Ann Patricia Outhwaite Phillips, MA, PhD


Pat Phillips was born on 29 September 1935 and went to Nottingham High School. After reading history at Nottingham University she decided on a career in archaeology and spent some time working in California, where she completed an MA at UCLA in her spare time before returning to study for a doctorate at London University’s Institute of Archaeology. In 1970 she was awarded a research fellowship at Sheffield University and appointed lecturer two years later. In 1979 she was promoted to senior lecturer and, in 1984, reader, making her one of the most senior women in the university before taking early retirement in 1990. Phillips’ fluency in European languages enabled her to keep abreast of published work on the continent as soon as it came out, and her own fieldwork was centred on the western Mediterranean. Her first monograph, Early Farmers of West Mediterranean Europe (1975), covered the Neolithic period, and introduced English-speakers to new finds and developments in the area, not yet widely known at home. New scientific analytical techniques always interested her and she was one of the first academics from the west to visit the Leningrad lithic microwear laboratory of Semenov. Typically, she had learnt Russian in readiness for the trip. Phillips was a member of the Science Based Archaeology Committee of SERC from 1982 to 1985 and the large number of postgraduate students she supervised, specialising in lithics, blood residues and archaeometallurgy are to be found in key positions in three continents. To her students and colleagues Phillips was always approachable and supportive; known as ‘Aunty Pat’ to a generation of undergraduates who did not hesitate to confide in her she nevertheless applied the most rigorous standards where work was concerned. She maintained her links with the United States, training as an airplane pilot over there (where it was cheaper than in Europe), and her second monograph, The Prehistory of Europe (1980) was published by the Indiana University Press. A decade of early retirement, initially to look after her mother and brother, was not the daunting episode it might have been to a less resilient character. Phillips made time to continue her archaeological research, especially in Spain, Puerto Rico and Australia during her husband’s sabbaticals, to read, write articles and enjoy the company of friends and colleagues. She died on 17 August 1999.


Task directions. An exact reproduction of the records is required, with all images left out.
------------------------------------------------------------------------
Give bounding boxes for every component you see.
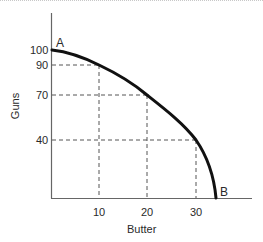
point-a-label: A — [56, 37, 64, 49]
reference-lines — [52, 65, 196, 198]
x-tick-20: 20 — [141, 207, 153, 218]
x-axis-label: Butter — [127, 224, 156, 235]
x-tick-10: 10 — [93, 207, 105, 218]
y-tick-100: 100 — [30, 45, 48, 56]
y-tick-40: 40 — [36, 135, 48, 146]
ppf-curve — [52, 50, 216, 198]
y-axis-label: Guns — [9, 93, 21, 119]
y-tick-70: 70 — [36, 90, 48, 101]
ppf-chart — [0, 0, 263, 242]
point-b-label: B — [220, 186, 228, 198]
y-tick-90: 90 — [36, 60, 48, 71]
x-tick-30: 30 — [190, 207, 202, 218]
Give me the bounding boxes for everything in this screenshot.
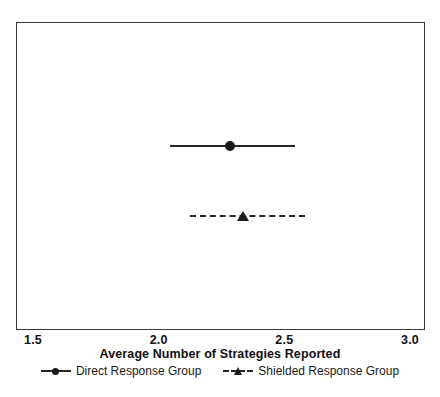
plot-area xyxy=(16,22,425,330)
x-axis-title: Average Number of Strategies Reported xyxy=(0,347,440,361)
legend-entry-direct-response-group: Direct Response Group xyxy=(41,364,201,378)
x-tick-label-2: 2.0 xyxy=(150,333,168,347)
x-tick-label-3: 2.5 xyxy=(275,333,293,347)
series-direct-response-group xyxy=(170,137,296,155)
series-shielded-response-group xyxy=(190,207,306,225)
legend-entry-shielded-response-group: Shielded Response Group xyxy=(223,364,399,378)
marker-circle-direct-response-group xyxy=(225,141,235,151)
legend-label-shielded-response-group: Shielded Response Group xyxy=(258,364,399,378)
x-tick-label-1: 1.5 xyxy=(24,333,42,347)
x-tick-label-4: 3.0 xyxy=(401,333,419,347)
legend-label-direct-response-group: Direct Response Group xyxy=(76,364,201,378)
legend-key-circle-solid-icon xyxy=(41,365,71,377)
chart-figure: 1.5 2.0 2.5 3.0 Average Number of Strate… xyxy=(0,0,440,397)
marker-triangle-shielded-response-group xyxy=(237,211,249,221)
chart-legend: Direct Response Group Shielded Response … xyxy=(0,364,440,378)
legend-key-triangle-dashed-icon xyxy=(223,365,253,377)
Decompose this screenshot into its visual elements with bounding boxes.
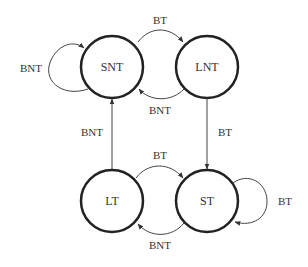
state-snt: SNT: [81, 36, 143, 98]
transition-label: BT: [153, 149, 167, 161]
transition-label: BNT: [20, 62, 42, 74]
transition-label: BT: [218, 126, 232, 138]
state-lnt: LNT: [176, 36, 238, 98]
transition-lnt-st: BT: [207, 98, 232, 169]
transition-lt-st: BT: [136, 149, 183, 178]
transition-lt-snt: BNT: [81, 99, 112, 169]
state-st-label: ST: [200, 194, 215, 208]
state-lt: LT: [81, 170, 143, 232]
diagram-svg: SNT LNT LT ST BNT BT BNT BT BNT BT: [0, 0, 308, 267]
transition-st-lt: BNT: [138, 223, 184, 251]
transition-lnt-snt: BNT: [139, 89, 184, 116]
transition-label: BNT: [149, 239, 171, 251]
transition-label: BNT: [81, 126, 103, 138]
state-lnt-label: LNT: [195, 60, 219, 74]
transition-label: BT: [278, 195, 292, 207]
state-st: ST: [176, 170, 238, 232]
state-diagram: SNT LNT LT ST BNT BT BNT BT BNT BT: [0, 0, 308, 267]
transition-label: BNT: [149, 104, 171, 116]
transition-st-self: BT: [233, 178, 292, 223]
transition-label: BT: [153, 14, 167, 26]
state-snt-label: SNT: [101, 60, 124, 74]
transition-snt-lnt: BT: [138, 14, 183, 42]
state-lt-label: LT: [105, 194, 119, 208]
transition-snt-self: BNT: [20, 44, 88, 91]
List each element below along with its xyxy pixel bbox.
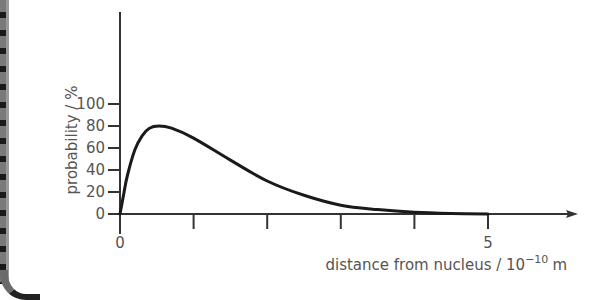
probability-curve xyxy=(120,126,488,214)
x-axis-label-text: distance from nucleus / 10 xyxy=(325,256,525,274)
y-tick-label: 40 xyxy=(86,161,105,179)
y-tick-label: 60 xyxy=(86,139,105,157)
x-tick-label: 0 xyxy=(115,234,125,252)
x-axis-label-exponent: −10 xyxy=(525,253,548,266)
y-axis-label: probability / % xyxy=(63,86,81,195)
y-tick-label: 0 xyxy=(95,205,105,223)
x-axis-label: distance from nucleus / 10−10m xyxy=(325,253,567,274)
x-axis-label-unit: m xyxy=(552,256,567,274)
y-tick-label: 80 xyxy=(86,117,105,135)
x-axis-ticks: 05 xyxy=(115,214,493,252)
x-tick-label: 5 xyxy=(483,234,493,252)
y-tick-label: 20 xyxy=(86,183,105,201)
y-axis-ticks: 020406080100 xyxy=(76,95,120,223)
axes xyxy=(114,12,578,234)
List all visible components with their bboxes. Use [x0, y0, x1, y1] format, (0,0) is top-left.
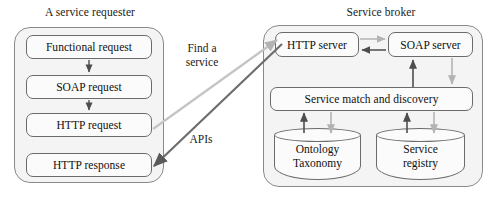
store-label: Service registry [376, 142, 465, 170]
diagram-canvas: A service requester Functional request S… [0, 0, 493, 202]
box-http-server: HTTP server [275, 32, 359, 57]
label-find-a-service-line1: Find a [172, 41, 232, 55]
store-label: Ontology Taxonomy [274, 142, 361, 170]
box-soap-server: SOAP server [388, 32, 473, 57]
store-label-line1: Service [376, 142, 465, 156]
broker-title: Service broker [303, 6, 459, 18]
box-soap-request: SOAP request [26, 75, 152, 99]
store-label-line2: registry [376, 156, 465, 170]
cylinder-top [376, 128, 465, 142]
label-find-a-service-line2: service [172, 55, 232, 69]
store-label-line2: Taxonomy [274, 156, 361, 170]
store-service-registry: Service registry [376, 128, 465, 180]
cylinder-top [274, 128, 361, 142]
store-ontology-taxonomy: Ontology Taxonomy [274, 128, 361, 180]
requester-title: A service requester [14, 6, 166, 18]
box-service-match-and-discovery: Service match and discovery [270, 87, 473, 111]
box-http-response: HTTP response [26, 153, 152, 177]
label-apis: APIs [178, 132, 224, 146]
store-label-line1: Ontology [274, 142, 361, 156]
box-http-request: HTTP request [26, 113, 152, 137]
box-functional-request: Functional request [26, 35, 152, 59]
label-find-a-service: Find a service [172, 41, 232, 69]
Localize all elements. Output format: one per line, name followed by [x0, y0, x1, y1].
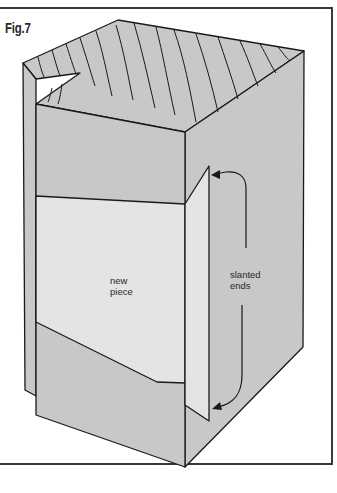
- slanted-ends-label: slanted ends: [230, 269, 261, 291]
- slanted-ends-label-line1: slanted: [230, 269, 261, 280]
- new-piece-label: new piece: [110, 275, 133, 297]
- left-sheet: [23, 63, 36, 396]
- box-illustration: [0, 0, 337, 493]
- new-piece-label-line2: piece: [110, 286, 133, 297]
- new-piece-label-line1: new: [110, 275, 133, 286]
- slanted-end-flap: [185, 166, 209, 421]
- slanted-ends-label-line2: ends: [230, 280, 261, 291]
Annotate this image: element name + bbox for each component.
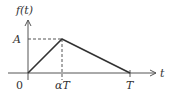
peak-label: A <box>12 33 21 46</box>
pulse-curve <box>28 39 130 73</box>
triangular-pulse-diagram: f(t) A 0 αT T t <box>0 0 173 97</box>
y-axis-label: f(t) <box>15 4 33 17</box>
origin-label: 0 <box>16 79 23 92</box>
diagram-canvas: f(t) A 0 αT T t <box>0 0 173 97</box>
peak-time-label: αT <box>55 79 71 92</box>
x-axis-label: t <box>160 67 165 80</box>
end-time-label: T <box>126 79 135 92</box>
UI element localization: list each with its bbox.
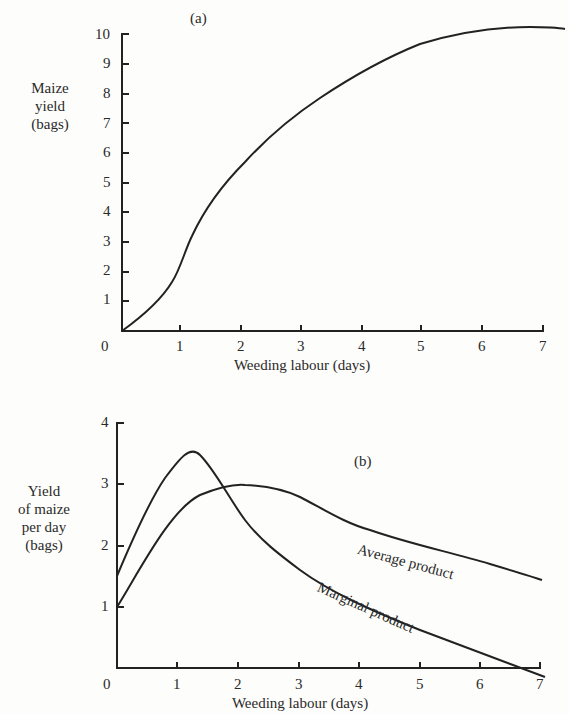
panel-b-ylabel: Yield of maize per day (bags) — [8, 482, 80, 554]
marginal-product-curve — [117, 452, 545, 677]
panel-b-plot — [0, 0, 569, 714]
panel-b-label: (b) — [354, 452, 372, 470]
panel-b-xlabel: Weeding labour (days) — [180, 694, 420, 712]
------------------------------------------------------------------------
Solution to this problem.
Give bounding boxes for every component you see.
point-a-label: A — [56, 37, 64, 49]
reference-lines — [52, 65, 196, 198]
x-tick-20: 20 — [141, 207, 153, 218]
x-axis-label: Butter — [127, 224, 156, 235]
x-tick-10: 10 — [93, 207, 105, 218]
y-tick-100: 100 — [30, 45, 48, 56]
y-tick-40: 40 — [36, 135, 48, 146]
ppf-curve — [52, 50, 216, 198]
y-axis-label: Guns — [9, 93, 21, 119]
y-tick-70: 70 — [36, 90, 48, 101]
ppf-chart — [0, 0, 263, 242]
point-b-label: B — [220, 186, 228, 198]
y-tick-90: 90 — [36, 60, 48, 71]
x-tick-30: 30 — [190, 207, 202, 218]
Give me the bounding boxes for everything in this screenshot.
plot-area xyxy=(16,22,425,330)
x-axis-title: Average Number of Strategies Reported xyxy=(0,347,440,361)
legend-entry-direct-response-group: Direct Response Group xyxy=(41,364,201,378)
x-tick-label-2: 2.0 xyxy=(150,333,168,347)
x-tick-label-3: 2.5 xyxy=(275,333,293,347)
series-direct-response-group xyxy=(170,137,296,155)
series-shielded-response-group xyxy=(190,207,306,225)
legend-entry-shielded-response-group: Shielded Response Group xyxy=(223,364,399,378)
marker-circle-direct-response-group xyxy=(225,141,235,151)
legend-label-shielded-response-group: Shielded Response Group xyxy=(258,364,399,378)
x-tick-label-1: 1.5 xyxy=(24,333,42,347)
x-tick-label-4: 3.0 xyxy=(401,333,419,347)
legend-label-direct-response-group: Direct Response Group xyxy=(76,364,201,378)
legend-key-circle-solid-icon xyxy=(41,365,71,377)
chart-figure: 1.5 2.0 2.5 3.0 Average Number of Strate… xyxy=(0,0,440,397)
marker-triangle-shielded-response-group xyxy=(237,211,249,221)
chart-legend: Direct Response Group Shielded Response … xyxy=(0,364,440,378)
legend-key-triangle-dashed-icon xyxy=(223,365,253,377)
Decompose this screenshot into its visual elements with bounding boxes.
state-snt: SNT: [81, 36, 143, 98]
transition-label: BT: [153, 149, 167, 161]
transition-label: BNT: [20, 62, 42, 74]
transition-label: BT: [218, 126, 232, 138]
state-lnt: LNT: [176, 36, 238, 98]
transition-lnt-st: BT: [207, 98, 232, 169]
transition-lt-st: BT: [136, 149, 183, 178]
transition-lt-snt: BNT: [81, 99, 112, 169]
state-st-label: ST: [200, 194, 215, 208]
state-lt: LT: [81, 170, 143, 232]
diagram-svg: SNT LNT LT ST BNT BT BNT BT BNT BT: [0, 0, 308, 267]
transition-st-lt: BNT: [138, 223, 184, 251]
transition-lnt-snt: BNT: [139, 89, 184, 116]
transition-label: BNT: [149, 239, 171, 251]
transition-label: BNT: [81, 126, 103, 138]
state-lnt-label: LNT: [195, 60, 219, 74]
transition-label: BT: [278, 195, 292, 207]
state-st: ST: [176, 170, 238, 232]
state-diagram: SNT LNT LT ST BNT BT BNT BT BNT BT: [0, 0, 308, 267]
transition-label: BNT: [149, 104, 171, 116]
transition-st-self: BT: [233, 178, 292, 223]
transition-label: BT: [153, 14, 167, 26]
state-snt-label: SNT: [101, 60, 124, 74]
transition-snt-lnt: BT: [138, 14, 183, 42]
state-lt-label: LT: [105, 194, 119, 208]
transition-snt-self: BNT: [20, 44, 88, 91]
List each element below along with its xyxy pixel bbox.
probability-curve xyxy=(120,126,488,214)
x-axis-label-text: distance from nucleus / 10 xyxy=(325,256,525,274)
y-tick-label: 40 xyxy=(86,161,105,179)
y-tick-label: 60 xyxy=(86,139,105,157)
x-tick-label: 0 xyxy=(115,234,125,252)
x-axis-label-exponent: −10 xyxy=(525,253,548,266)
y-axis-label: probability / % xyxy=(63,86,81,195)
y-tick-label: 0 xyxy=(95,205,105,223)
x-axis-label: distance from nucleus / 10−10m xyxy=(325,253,567,274)
x-axis-label-unit: m xyxy=(552,256,567,274)
y-tick-label: 80 xyxy=(86,117,105,135)
x-axis-ticks: 05 xyxy=(115,214,493,252)
x-tick-label: 5 xyxy=(483,234,493,252)
y-tick-label: 20 xyxy=(86,183,105,201)
y-axis-ticks: 020406080100 xyxy=(76,95,120,223)
axes xyxy=(114,12,578,234)
List all visible components with their bboxes. Use [x0, y0, x1, y1] format, (0,0) is top-left.
store-label: Service registry [376, 142, 465, 170]
diagram-canvas: A service requester Functional request S… [0, 0, 493, 202]
box-http-server: HTTP server [275, 32, 359, 57]
label-find-a-service-line1: Find a [172, 41, 232, 55]
store-label: Ontology Taxonomy [274, 142, 361, 170]
box-soap-server: SOAP server [388, 32, 473, 57]
store-label-line1: Service [376, 142, 465, 156]
broker-title: Service broker [303, 6, 459, 18]
box-soap-request: SOAP request [26, 75, 152, 99]
store-label-line2: registry [376, 156, 465, 170]
cylinder-top [376, 128, 465, 142]
label-find-a-service-line2: service [172, 55, 232, 69]
store-label-line2: Taxonomy [274, 156, 361, 170]
store-service-registry: Service registry [376, 128, 465, 180]
cylinder-top [274, 128, 361, 142]
store-ontology-taxonomy: Ontology Taxonomy [274, 128, 361, 180]
requester-title: A service requester [14, 6, 166, 18]
box-service-match-and-discovery: Service match and discovery [270, 87, 473, 111]
box-http-response: HTTP response [26, 153, 152, 177]
label-apis: APIs [178, 132, 224, 146]
store-label-line1: Ontology [274, 142, 361, 156]
box-http-request: HTTP request [26, 113, 152, 137]
box-functional-request: Functional request [26, 35, 152, 59]
label-find-a-service: Find a service [172, 41, 232, 69]
Localize all elements. Output format: one per line, name followed by [x0, y0, x1, y1].
- slanted-ends-label: slanted ends: [230, 269, 261, 291]
- slanted-ends-label-line1: slanted: [230, 269, 261, 280]
- new-piece-label: new piece: [110, 275, 133, 297]
- left-sheet: [23, 63, 36, 396]
- box-illustration: [0, 0, 337, 493]
- new-piece-label-line2: piece: [110, 286, 133, 297]
- new-piece-label-line1: new: [110, 275, 133, 286]
- slanted-end-flap: [185, 166, 209, 421]
- slanted-ends-label-line2: ends: [230, 280, 261, 291]
Annotate this image: element name + bbox for each component.
peak-label: A <box>12 33 21 46</box>
pulse-curve <box>28 39 130 73</box>
triangular-pulse-diagram: f(t) A 0 αT T t <box>0 0 173 97</box>
y-axis-label: f(t) <box>15 4 33 17</box>
origin-label: 0 <box>16 79 23 92</box>
diagram-canvas: f(t) A 0 αT T t <box>0 0 173 97</box>
peak-time-label: αT <box>55 79 71 92</box>
x-axis-label: t <box>160 67 165 80</box>
end-time-label: T <box>126 79 135 92</box>
UI element localization: list each with its bbox.
panel-b-ylabel: Yield of maize per day (bags) — [8, 482, 80, 554]
marginal-product-curve — [117, 452, 545, 677]
panel-b-plot — [0, 0, 569, 714]
panel-b-label: (b) — [354, 452, 372, 470]
panel-b-xlabel: Weeding labour (days) — [180, 694, 420, 712]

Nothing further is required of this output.